When the United States was attacked on September 11, 2001 by 19 hijackers -- 15 of them from Saudi Arabia -- the kingdom switched into lobbying overdrive, determined to preserve a critical relationship.

After devoting well over USD 100 million to influencing Washington, the oil-rich state is facing a PR crisis it didn't see coming -- US lawmakers who once eagerly hobnobbed with Saudi princes, and institutions that were once only too happy to accept Riyadh's money, are looking to distance themselves.

The killing of exiled Saudi journalist Jamal Khashoggi -- a regular presence on the Washington think tank circuit who died after entering the kingdom's consulate in Istanbul -- has led to outrage at a level unseen in years against the kingdom.

Lawmakers have proposed once-unthinkable actions such as suspending arms sales to Saudi Arabia, the largest buyer of US weapons, and expelling the kingdom's ambassador, although major repercussions look unlikely for now as President Donald Trump has called for preserving ties.

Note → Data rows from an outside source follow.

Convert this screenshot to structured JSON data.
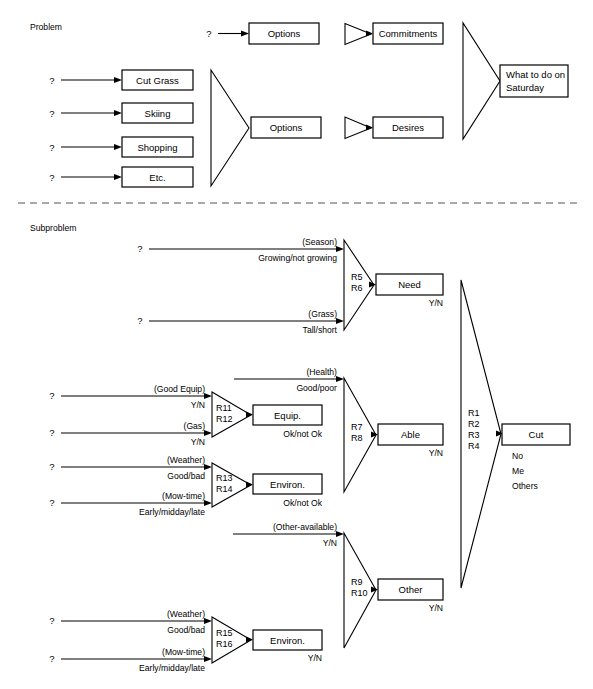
{
  "figure": {
    "sections": [
      {
        "id": "problem",
        "label": "Problem"
      },
      {
        "id": "subproblem",
        "label": "Subproblem"
      }
    ],
    "divider": "dashed-horizontal-separator"
  },
  "problem": {
    "label": "Problem",
    "unknown_marker": "?",
    "top_row": {
      "input_marker": "?",
      "options_box": "Options",
      "commitments_box": "Commitments"
    },
    "option_boxes": [
      {
        "marker": "?",
        "label": "Cut Grass"
      },
      {
        "marker": "?",
        "label": "Skiing"
      },
      {
        "marker": "?",
        "label": "Shopping"
      },
      {
        "marker": "?",
        "label": "Etc."
      }
    ],
    "bottom_row": {
      "options_box": "Options",
      "desires_box": "Desires"
    },
    "goal_box": {
      "line1": "What to do on",
      "line2": "Saturday"
    }
  },
  "subproblem": {
    "label": "Subproblem",
    "groups": [
      {
        "id": "need",
        "inputs": [
          {
            "marker": "?",
            "name": "(Season)",
            "values": "Growing/not growing"
          },
          {
            "marker": "?",
            "name": "(Grass)",
            "values": "Tall/short"
          }
        ],
        "rules": [
          "R5",
          "R6"
        ],
        "output_box": "Need",
        "output_values": "Y/N"
      },
      {
        "id": "equip",
        "inputs": [
          {
            "marker": "?",
            "name": "(Good Equip)",
            "values": "Y/N"
          },
          {
            "marker": "?",
            "name": "(Gas)",
            "values": "Y/N"
          }
        ],
        "rules": [
          "R11",
          "R12"
        ],
        "output_box": "Equip.",
        "output_values": "Ok/not Ok"
      },
      {
        "id": "environ-1",
        "inputs": [
          {
            "marker": "?",
            "name": "(Weather)",
            "values": "Good/bad"
          },
          {
            "marker": "?",
            "name": "(Mow-time)",
            "values": "Early/midday/late"
          }
        ],
        "rules": [
          "R13",
          "R14"
        ],
        "output_box": "Environ.",
        "output_values": "Ok/not Ok"
      },
      {
        "id": "able",
        "direct_input": {
          "name": "(Health)",
          "values": "Good/poor"
        },
        "rules": [
          "R7",
          "R8"
        ],
        "output_box": "Able",
        "output_values": "Y/N"
      },
      {
        "id": "other",
        "direct_input": {
          "name": "(Other-available)",
          "values": "Y/N"
        },
        "rules": [
          "R9",
          "R10"
        ],
        "output_box": "Other",
        "output_values": "Y/N"
      },
      {
        "id": "environ-2",
        "inputs": [
          {
            "marker": "?",
            "name": "(Weather)",
            "values": "Good/bad"
          },
          {
            "marker": "?",
            "name": "(Mow-time)",
            "values": "Early/midday/late"
          }
        ],
        "rules": [
          "R15",
          "R16"
        ],
        "output_box": "Environ.",
        "output_values": "Y/N"
      }
    ],
    "final": {
      "rules": [
        "R1",
        "R2",
        "R3",
        "R4"
      ],
      "output_box": "Cut",
      "output_values": [
        "No",
        "Me",
        "Others"
      ]
    }
  }
}
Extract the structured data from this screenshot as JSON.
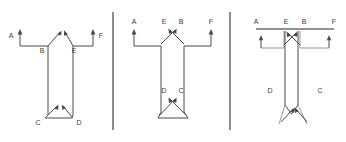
{
  "figure": {
    "kind": "engineering-free-body-diagrams",
    "panel_count": 3,
    "width": 346,
    "height": 142,
    "background_color": "#ffffff",
    "line_color": "#4a4a4a",
    "label_color": "#3a3a3a",
    "divider_color": "#2e2e2e",
    "bar_color": "#6b6b6b"
  },
  "panels": [
    {
      "id": "panel-1",
      "name": "left-diagram",
      "description": "T-shaped member with upward arrows at outer ends and crossing upward arrows at the web junction; chamfered base with V notch",
      "labels": [
        {
          "text": "A",
          "x": 11,
          "y": 36,
          "anchor": "arrow-left-end"
        },
        {
          "text": "B",
          "x": 42,
          "y": 50,
          "anchor": "web-left-top"
        },
        {
          "text": "E",
          "x": 74,
          "y": 50,
          "anchor": "web-right-top"
        },
        {
          "text": "F",
          "x": 101,
          "y": 36,
          "anchor": "arrow-right-end"
        },
        {
          "text": "C",
          "x": 38,
          "y": 122,
          "anchor": "base-left"
        },
        {
          "text": "D",
          "x": 79,
          "y": 122,
          "anchor": "base-right"
        }
      ],
      "arrows": [
        {
          "name": "arrow-A",
          "direction": "up",
          "x": 20,
          "from_y": 46,
          "to_y": 30
        },
        {
          "name": "arrow-F",
          "direction": "up",
          "x": 93,
          "from_y": 46,
          "to_y": 30
        },
        {
          "name": "arrow-B",
          "direction": "up-right",
          "x1": 48,
          "y1": 47,
          "x2": 61,
          "y2": 31
        },
        {
          "name": "arrow-E",
          "direction": "up-left",
          "x1": 73,
          "y1": 47,
          "x2": 64,
          "y2": 31
        },
        {
          "name": "arrow-C",
          "direction": "up-right",
          "x1": 45,
          "y1": 117,
          "x2": 57,
          "y2": 104
        },
        {
          "name": "arrow-D",
          "direction": "up-left",
          "x1": 72,
          "y1": 117,
          "x2": 62,
          "y2": 104
        }
      ]
    },
    {
      "id": "panel-2",
      "name": "middle-diagram",
      "description": "T-shaped member with labels above the load arrows; arrow pairs cross in an X at the top flange junction and again near the base",
      "labels": [
        {
          "text": "A",
          "x": 134,
          "y": 22,
          "anchor": "arrow-left-end"
        },
        {
          "text": "E",
          "x": 164,
          "y": 22,
          "anchor": "cross-left"
        },
        {
          "text": "B",
          "x": 181,
          "y": 22,
          "anchor": "cross-right"
        },
        {
          "text": "F",
          "x": 211,
          "y": 22,
          "anchor": "arrow-right-end"
        },
        {
          "text": "D",
          "x": 164,
          "y": 91,
          "anchor": "base-cross-left"
        },
        {
          "text": "C",
          "x": 181,
          "y": 91,
          "anchor": "base-cross-right"
        }
      ],
      "arrows": [
        {
          "name": "arrow-A",
          "direction": "up",
          "x": 134,
          "from_y": 46,
          "to_y": 29
        },
        {
          "name": "arrow-F",
          "direction": "up",
          "x": 211,
          "from_y": 46,
          "to_y": 29
        },
        {
          "name": "arrow-E",
          "direction": "up-right",
          "x1": 161,
          "y1": 44,
          "x2": 176,
          "y2": 28
        },
        {
          "name": "arrow-B",
          "direction": "up-left",
          "x1": 184,
          "y1": 44,
          "x2": 169,
          "y2": 28
        },
        {
          "name": "arrow-D",
          "direction": "up-right",
          "x1": 161,
          "y1": 114,
          "x2": 176,
          "y2": 97
        },
        {
          "name": "arrow-C",
          "direction": "up-left",
          "x1": 184,
          "y1": 114,
          "x2": 169,
          "y2": 97
        }
      ]
    },
    {
      "id": "panel-3",
      "name": "right-diagram",
      "description": "Narrow inner web inside a wide flange bar; outer upward arrows plus crossing arrows at top, splayed crossing arrows at the base, D and C label the web sides",
      "labels": [
        {
          "text": "A",
          "x": 256,
          "y": 22,
          "anchor": "arrow-left-end"
        },
        {
          "text": "E",
          "x": 286,
          "y": 22,
          "anchor": "cross-left"
        },
        {
          "text": "B",
          "x": 304,
          "y": 22,
          "anchor": "cross-right"
        },
        {
          "text": "F",
          "x": 334,
          "y": 22,
          "anchor": "arrow-right-end"
        },
        {
          "text": "D",
          "x": 270,
          "y": 91,
          "anchor": "web-left-side"
        },
        {
          "text": "C",
          "x": 320,
          "y": 91,
          "anchor": "web-right-side"
        }
      ],
      "arrows": [
        {
          "name": "arrow-A",
          "direction": "up",
          "x": 261,
          "from_y": 48,
          "to_y": 36
        },
        {
          "name": "arrow-F",
          "direction": "up",
          "x": 329,
          "from_y": 48,
          "to_y": 36
        },
        {
          "name": "arrow-E",
          "direction": "up-right",
          "x1": 284,
          "y1": 46,
          "x2": 297,
          "y2": 32
        },
        {
          "name": "arrow-B",
          "direction": "up-left",
          "x1": 300,
          "y1": 46,
          "x2": 288,
          "y2": 32
        },
        {
          "name": "arrow-D",
          "direction": "up-right",
          "x1": 281,
          "y1": 122,
          "x2": 294,
          "y2": 107
        },
        {
          "name": "arrow-C",
          "direction": "up-left",
          "x1": 307,
          "y1": 122,
          "x2": 295,
          "y2": 107
        }
      ],
      "flange_bar": {
        "x1": 256,
        "x2": 334,
        "y": 29
      }
    }
  ],
  "dividers": [
    {
      "name": "divider-1",
      "x": 113,
      "y1": 12,
      "y2": 130
    },
    {
      "name": "divider-2",
      "x": 230,
      "y1": 12,
      "y2": 130
    }
  ]
}
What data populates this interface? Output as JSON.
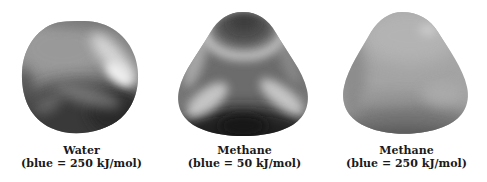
{
  "figure": {
    "background_color": "#ffffff",
    "text_color": "#1a1a1a",
    "panels": [
      {
        "molecule": "Water",
        "caption_line1": "Water",
        "caption_line2": "(blue = 250 kJ/mol)",
        "blue_scale_kj_per_mol": "250",
        "colors": {
          "base": "#858585",
          "highlight": "#ededed",
          "shadow": "#2f2f2f"
        }
      },
      {
        "molecule": "Methane",
        "caption_line1": "Methane",
        "caption_line2": "(blue = 50 kJ/mol)",
        "blue_scale_kj_per_mol": "50",
        "colors": {
          "base": "#787878",
          "highlight": "#d2d2d2",
          "shadow": "#1e1e1e"
        }
      },
      {
        "molecule": "Methane",
        "caption_line1": "Methane",
        "caption_line2": "(blue = 250 kJ/mol)",
        "blue_scale_kj_per_mol": "250",
        "colors": {
          "base": "#a4a4a4",
          "highlight": "#cacaca",
          "shadow": "#6e6e6e"
        }
      }
    ]
  }
}
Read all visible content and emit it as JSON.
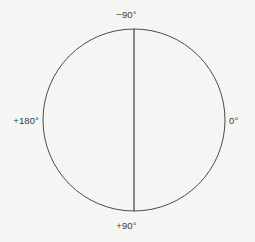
{
  "figure": {
    "kind": "position-angle-circle",
    "background_color": "#f5f5f3",
    "stroke_color": "#4a4a4a",
    "label_color": "#3c3c3c"
  },
  "labels": {
    "top": "−90°",
    "bottom": "+90°",
    "left": "+180°",
    "right": "0°"
  },
  "chart_data": {
    "type": "scatter",
    "title": "",
    "subtitle": "",
    "xlabel": "",
    "ylabel": "",
    "grid": false,
    "legend": null,
    "axis_convention": "angle measured around circle; 0 degrees at right, +90 at bottom, +180 at left, -90 at top",
    "circle": {
      "center_x": 134,
      "center_y": 120,
      "radius": 91,
      "stroke": "#4a4a4a",
      "stroke_width": 1,
      "fill": "none"
    },
    "lines": [
      {
        "name": "vertical-diameter",
        "x1": 134,
        "y1": 29,
        "x2": 134,
        "y2": 211,
        "stroke": "#555555",
        "stroke_width": 1.4
      }
    ],
    "annotations": [
      {
        "text": "−90°",
        "angle_deg": -90,
        "position": "top",
        "x": 134,
        "y": 15
      },
      {
        "text": "0°",
        "angle_deg": 0,
        "position": "right",
        "x": 236,
        "y": 120
      },
      {
        "text": "+90°",
        "angle_deg": 90,
        "position": "bottom",
        "x": 134,
        "y": 226
      },
      {
        "text": "+180°",
        "angle_deg": 180,
        "position": "left",
        "x": 22,
        "y": 120
      }
    ],
    "categories": [
      "−90°",
      "0°",
      "+90°",
      "+180°"
    ],
    "values": [
      -90,
      0,
      90,
      180
    ]
  }
}
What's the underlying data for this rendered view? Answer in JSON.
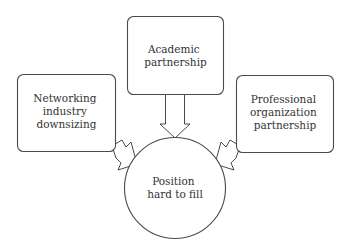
{
  "diagram": {
    "type": "cause-effect",
    "nodes": {
      "academic": {
        "shape": "rounded-rectangle",
        "lines": [
          "Academic",
          "partnership"
        ]
      },
      "networking": {
        "shape": "rounded-rectangle",
        "lines": [
          "Networking",
          "industry",
          "downsizing"
        ]
      },
      "professional": {
        "shape": "rounded-rectangle",
        "lines": [
          "Professional",
          "organization",
          "partnership"
        ]
      },
      "position": {
        "shape": "circle",
        "lines": [
          "Position",
          "hard to fill"
        ]
      }
    },
    "edges": [
      {
        "from": "academic",
        "to": "position",
        "style": "block-arrow"
      },
      {
        "from": "networking",
        "to": "position",
        "style": "block-arrow"
      },
      {
        "from": "professional",
        "to": "position",
        "style": "block-arrow"
      }
    ],
    "colors": {
      "stroke": "#4a4a4a",
      "text": "#333333",
      "background": "#ffffff"
    }
  }
}
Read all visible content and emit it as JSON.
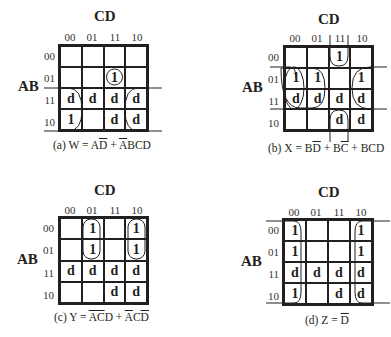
{
  "maps": [
    {
      "id": "a",
      "title": "CD",
      "row_var": "AB",
      "col_labels": [
        "00",
        "01",
        "11",
        "10"
      ],
      "row_labels": [
        "00",
        "01",
        "11",
        "10"
      ],
      "cells": [
        [
          "",
          "",
          "",
          ""
        ],
        [
          "",
          "",
          "1",
          ""
        ],
        [
          "d",
          "d",
          "d",
          "d"
        ],
        [
          "1",
          "",
          "d",
          "d"
        ]
      ],
      "caption": {
        "prefix": "(a) W = A",
        "t1": "D",
        "mid": " + ",
        "t2": "A",
        "suffix": "BCD"
      }
    },
    {
      "id": "b",
      "title": "CD",
      "row_var": "AB",
      "col_labels": [
        "00",
        "01",
        "11",
        "10"
      ],
      "row_labels": [
        "00",
        "01",
        "11",
        "10"
      ],
      "cells": [
        [
          "",
          "",
          "1",
          ""
        ],
        [
          "1",
          "1",
          "",
          "1"
        ],
        [
          "d",
          "d",
          "d",
          "d"
        ],
        [
          "",
          "",
          "d",
          "d"
        ]
      ],
      "caption": {
        "prefix": "(b) X = B",
        "t1": "D",
        "mid": " + B",
        "t2": "C",
        "suffix": " + BCD"
      }
    },
    {
      "id": "c",
      "title": "CD",
      "row_var": "AB",
      "col_labels": [
        "00",
        "01",
        "11",
        "10"
      ],
      "row_labels": [
        "00",
        "01",
        "11",
        "10"
      ],
      "cells": [
        [
          "",
          "1",
          "",
          "1"
        ],
        [
          "",
          "1",
          "",
          "1"
        ],
        [
          "d",
          "d",
          "d",
          "d"
        ],
        [
          "",
          "",
          "d",
          "d"
        ]
      ],
      "caption": {
        "prefix": "(c) Y = ",
        "t1": "A",
        "t1b": "C",
        "mid": "D + ",
        "t2": "A",
        "mid2": "C",
        "t3": "D"
      }
    },
    {
      "id": "d",
      "title": "CD",
      "row_var": "AB",
      "col_labels": [
        "00",
        "01",
        "11",
        "10"
      ],
      "row_labels": [
        "00",
        "01",
        "11",
        "10"
      ],
      "cells": [
        [
          "1",
          "",
          "",
          "1"
        ],
        [
          "1",
          "",
          "",
          "1"
        ],
        [
          "d",
          "d",
          "d",
          "d"
        ],
        [
          "1",
          "",
          "d",
          "d"
        ]
      ],
      "caption": {
        "prefix": "(d) Z = ",
        "t1": "D"
      }
    }
  ]
}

The Saudis had earlier looked confident of their lobbying might in Washington.

In March, the Senate narrowly defeated a proposal to end US support for the Saudi-led campaign against rebels in Yemen, which according to the United Nations has killed thousands of civilians.

Soon afterward, Crown Prince Mohammed bin Salman, a 33-year-old who had billed himself as a reformer, triumphantly visited the United States where he met figures ranging from Trump to talk show queen Oprah Winfrey.

"A lot of Americans don't really know much about Saudi Arabia. It's not a big destination for travel, for a lot of reasons, and it was easy for PR firms to fill that role," said Ben Freeman, director of the Foreign Influence Transparency Initiative at the Center for International Policy.

"I think what happened is that this case really brought it home," he said. "Jamal Khashoggi was living here and I think a lot of journalists took this personally in that one of their own was attacked."
He said he declined, "But I wondered: who said yes?"